May Flowers! This is one of my oldest samplers, so it’s time I finally tend to it (at least there is no coconut in it, so dodged a bullet there!) This is a guayusa tea blended with jasmine green tea (I admittedly can’t stand a plain, heavily-scented jasmine tea, but have found I’m usually fine when it’s blended with other things so it’s more subtle), and it also has some hibiscus petals as well as some strawberry (since my sampler was before they changed the formula to raspberry) and rosehip to add some other fruity notes.
Brewed up warm, this tea has a very odd aroma… I’m getting a somewhat tobacco smoky but somewhat earthy scent from the guayusa, but it is mixed with a very sweet floral aroma. Honestly, I don’t think the two really pair all that well, and after tasting the tea, I feel about the same. The flavor of the guayusa is a bit dominating and that smoky flavor sticks out a bit rather than really mixing well with the floral jasmine and soft, underlying fruity notes. It feels a little off. I think if it was a little more subdued it would be better, or maybe if the tea was somehow a little more naturally sweet, somehow the profile would work better. Since I still have quite a bit of the sampler left, I do plan to play around with brew amounts, water temperature, and steep time, and see if I can’t get a more favorable tasting cup out of this. I feel there may be potential, but for now I’m not impressed.
The batch of iced tea I made is a bit more pleasant; the guayusa is still a little stronger than I’d prefer, but much more subdued overall than my warm cup, with far more of the sweeter strawberry and floral jasmine notes coming through. Since my iced tea batch was prepared by cold steeping overnight, this definitely makes me think that experimenting with colder water temperatures and shorter steep times than what Art of Tea recommends may be the secret to a tastier warm cup. But if all else fails, I definitely can sip this down making iced tea!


- [WHAT YOU ARE ASKED TO DO]: Which lines in the entries below contain the string "Uneducated"? Show each of them in full.

- [SUPPLIED INFORMATION]:
+---+
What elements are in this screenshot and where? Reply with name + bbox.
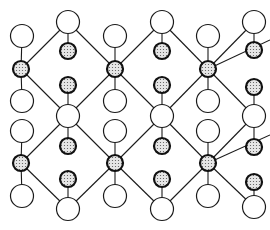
large-atom [151,198,174,221]
small-dotted-atom [60,43,76,59]
small-dotted-atom [60,171,76,187]
small-dotted-atom [107,155,123,171]
large-atom [197,120,220,143]
small-dotted-atom [154,138,170,154]
small-dotted-atom [246,139,262,155]
large-atom [151,11,174,34]
small-dotted-atom [13,61,29,77]
large-atom [197,90,220,113]
large-atom [151,105,174,128]
small-dotted-atom [154,43,170,59]
small-atoms-layer [13,42,262,190]
large-atom [11,185,34,208]
large-atom [57,11,80,34]
large-atom [197,185,220,208]
small-dotted-atom [154,77,170,93]
large-atom [243,105,266,128]
small-dotted-atom [246,42,262,58]
large-atom [104,185,127,208]
large-atom [104,25,127,48]
small-dotted-atom [60,138,76,154]
large-atom [11,25,34,48]
crystal-lattice-diagram [0,0,270,230]
small-dotted-atom [60,77,76,93]
large-atom [243,196,266,219]
small-dotted-atom [200,61,216,77]
large-atom [57,198,80,221]
small-dotted-atom [246,174,262,190]
large-atom [243,11,266,34]
large-atom [57,105,80,128]
small-dotted-atom [200,155,216,171]
large-atom [104,120,127,143]
large-atom [197,25,220,48]
large-atom [11,120,34,143]
small-dotted-atom [13,155,29,171]
large-atom [11,90,34,113]
large-atom [104,90,127,113]
small-dotted-atom [154,171,170,187]
small-dotted-atom [246,79,262,95]
small-dotted-atom [107,61,123,77]
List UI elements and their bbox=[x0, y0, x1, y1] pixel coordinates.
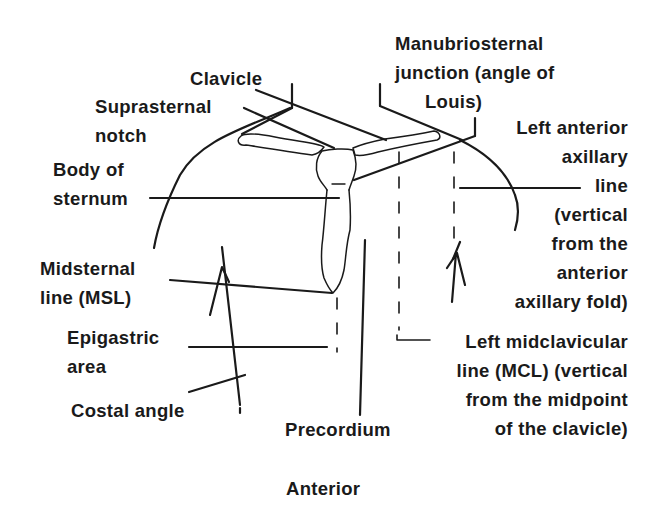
label-costal-angle: Costal angle bbox=[71, 396, 185, 425]
right-torso-outline bbox=[460, 140, 518, 230]
sternum-body-shape bbox=[321, 190, 350, 293]
label-precordium: Precordium bbox=[285, 415, 391, 444]
midsternal-line-leader bbox=[170, 280, 332, 293]
precordium-line bbox=[360, 240, 365, 415]
label-body-of-sternum: Body of sternum bbox=[53, 155, 128, 213]
label-suprasternal-notch: Suprasternal notch bbox=[95, 92, 212, 150]
anterior-axillary-arrow bbox=[447, 253, 465, 302]
label-midsternal-line: Midsternal line (MSL) bbox=[40, 254, 136, 312]
label-clavicle: Clavicle bbox=[190, 64, 262, 93]
anterior-chest-landmarks-diagram: Clavicle Suprasternal notch Manubrioster… bbox=[0, 0, 666, 514]
right-clavicle-shape bbox=[353, 131, 440, 155]
label-left-midclavicular-line: Left midclavicular line (MCL) (vertical … bbox=[457, 327, 629, 443]
caption-anterior: Anterior bbox=[286, 474, 360, 503]
label-manubriosternal-junction: Manubriosternal junction (angle of Louis… bbox=[395, 29, 555, 116]
midclavicular-leader bbox=[397, 335, 430, 340]
label-epigastric-area: Epigastric area bbox=[67, 323, 159, 381]
clavicle-branch bbox=[242, 108, 292, 134]
label-left-anterior-axillary-line: Left anterior axillary line (vertical fr… bbox=[515, 113, 628, 316]
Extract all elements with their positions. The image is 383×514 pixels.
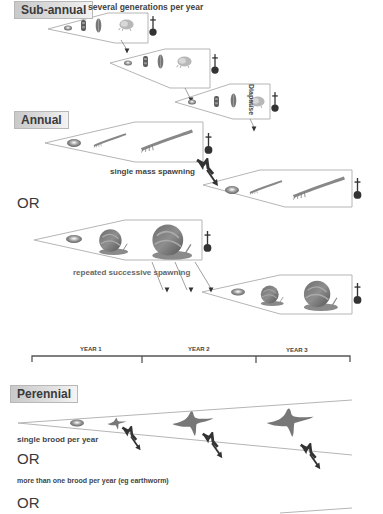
single-mass-spawning-caption: single mass spawning — [110, 167, 195, 176]
single-brood-caption: single brood per year — [17, 435, 98, 444]
year-1-label: YEAR 1 — [80, 346, 102, 352]
perennial-or-1: OR — [17, 450, 40, 467]
multiple-brood-caption: more than one brood per year (eg earthwo… — [17, 477, 169, 484]
repeated-spawning-caption: repeated successive spawning — [73, 268, 190, 277]
perennial-or-2: OR — [17, 494, 40, 511]
sub-annual-generation-2 — [124, 54, 219, 74]
timeline-axis — [32, 356, 350, 363]
sub-annual-generation-3 — [188, 92, 279, 112]
annual-label: Annual — [14, 111, 69, 129]
sub-annual-label: Sub-annual — [14, 1, 93, 19]
perennial-label: Perennial — [10, 385, 78, 403]
sub-annual-generation-1 — [64, 16, 157, 36]
sub-annual-description: several generations per year — [88, 2, 203, 12]
year-2-label: YEAR 2 — [188, 346, 210, 352]
diapause-label: Diapause — [248, 84, 255, 115]
year-3-label: YEAR 3 — [286, 347, 308, 353]
annual-or-label: OR — [17, 194, 40, 211]
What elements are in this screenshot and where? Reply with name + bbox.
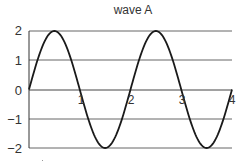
x-tick-label: 3 — [179, 93, 186, 107]
y-tick-labels: 2 1 0 −1 −2 — [7, 23, 22, 156]
x-tick-label: 2 — [128, 93, 135, 107]
chart-title: wave A — [113, 3, 153, 17]
y-tick-label: 2 — [15, 23, 22, 38]
x-tick-label: 1 — [78, 93, 85, 107]
y-tick-label: −1 — [7, 112, 22, 127]
x-tick-label: 4 — [229, 93, 236, 107]
y-tick-label: 0 — [15, 83, 22, 98]
y-tick-label: 1 — [15, 53, 22, 68]
x-tick-labels: 1 2 3 4 — [78, 93, 236, 107]
stray-dot — [42, 160, 43, 161]
y-tick-label: −2 — [7, 141, 22, 156]
wave-chart: wave A 2 1 0 −1 −2 1 2 3 4 — [0, 0, 246, 166]
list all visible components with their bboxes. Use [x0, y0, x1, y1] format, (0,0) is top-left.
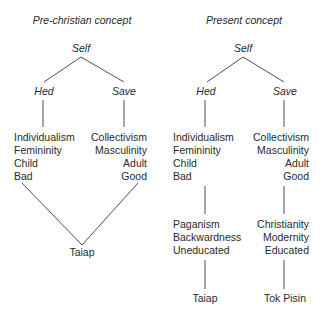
right-branch-hed: Hed: [196, 85, 215, 98]
trait: Adult: [91, 157, 147, 170]
trait: Child: [14, 157, 75, 170]
right-diagram-title: Present concept: [206, 14, 282, 27]
trait: Good: [253, 170, 309, 183]
trait: Masculinity: [91, 144, 147, 157]
trait: Femininity: [173, 144, 234, 157]
trait: Femininity: [14, 144, 75, 157]
association: Backwardness: [173, 231, 241, 244]
association: Educated: [257, 244, 309, 257]
right-outcome-tok-pisin: Tok Pisin: [264, 292, 306, 305]
trait: Individualism: [14, 131, 75, 144]
trait: Individualism: [173, 131, 234, 144]
right-hed-traits: Individualism Femininity Child Bad: [173, 131, 234, 183]
edge-self-hed-right: [207, 57, 243, 82]
association: Uneducated: [173, 244, 241, 257]
edge-self-save-right: [243, 57, 284, 82]
right-outcome-taiap: Taiap: [192, 292, 217, 305]
trait: Collectivism: [253, 131, 309, 144]
trait: Adult: [253, 157, 309, 170]
right-hed-associations: Paganism Backwardness Uneducated: [173, 218, 241, 257]
left-hed-traits: Individualism Femininity Child Bad: [14, 131, 75, 183]
association: Christianity: [257, 218, 309, 231]
trait: Child: [173, 157, 234, 170]
trait: Bad: [14, 170, 75, 183]
trait: Good: [91, 170, 147, 183]
edge-self-save-left: [81, 57, 124, 82]
right-branch-save: Save: [273, 85, 297, 98]
association: Paganism: [173, 218, 241, 231]
right-save-traits: Collectivism Masculinity Adult Good: [253, 131, 309, 183]
trait: Bad: [173, 170, 234, 183]
left-diagram-title: Pre-christian concept: [33, 14, 132, 27]
trait: Masculinity: [253, 144, 309, 157]
left-outcome-taiap: Taiap: [69, 246, 94, 259]
association: Modernity: [257, 231, 309, 244]
trait: Collectivism: [91, 131, 147, 144]
edge-self-hed-left: [44, 57, 81, 82]
left-save-traits: Collectivism Masculinity Adult Good: [91, 131, 147, 183]
left-root-self: Self: [72, 42, 90, 55]
right-root-self: Self: [234, 42, 252, 55]
left-branch-save: Save: [112, 85, 136, 98]
right-save-associations: Christianity Modernity Educated: [257, 218, 309, 257]
edge-traits-taiap-left: [22, 183, 138, 245]
left-branch-hed: Hed: [34, 85, 53, 98]
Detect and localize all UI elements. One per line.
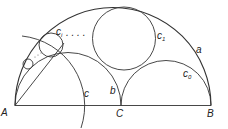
label-A: A	[0, 107, 8, 118]
semicircle-c0	[121, 61, 211, 106]
label-ci: ci	[56, 26, 63, 38]
label-c0: c0	[183, 68, 192, 80]
label-B: B	[207, 108, 214, 119]
label-c1: c1	[157, 30, 165, 42]
tangent-line	[15, 43, 64, 106]
label-C: C	[116, 108, 124, 119]
arbelos-diagram: A C B a b c c1 c0 ci . . . .	[0, 0, 228, 129]
arc-c	[22, 36, 85, 128]
label-c: c	[84, 88, 89, 99]
label-b: b	[110, 85, 116, 96]
ellipsis-dots: . . . .	[66, 27, 85, 38]
circle-c1	[93, 7, 156, 70]
dots-lower	[35, 53, 42, 58]
label-a: a	[196, 44, 202, 55]
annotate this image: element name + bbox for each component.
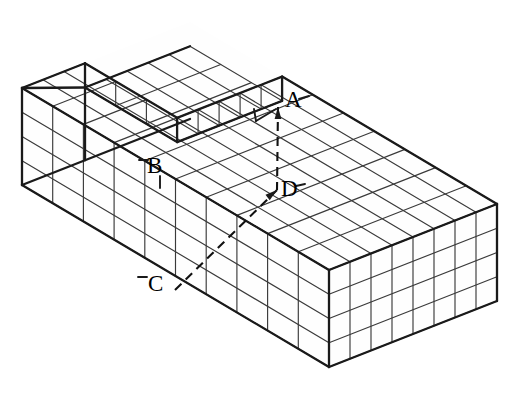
point-label-d: D [281,177,298,200]
isometric-block-diagram [0,0,513,404]
point-label-b: B [147,154,162,177]
figure-canvas: A B C D [0,0,513,404]
point-label-c: C [148,272,163,295]
point-label-a: A [285,88,302,111]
+---+
- [WRITTEN ANSWER]:
association: Uneducated: [173, 244, 241, 257]
right-hed-associations: Paganism Backwardness Uneducated: [173, 218, 241, 257]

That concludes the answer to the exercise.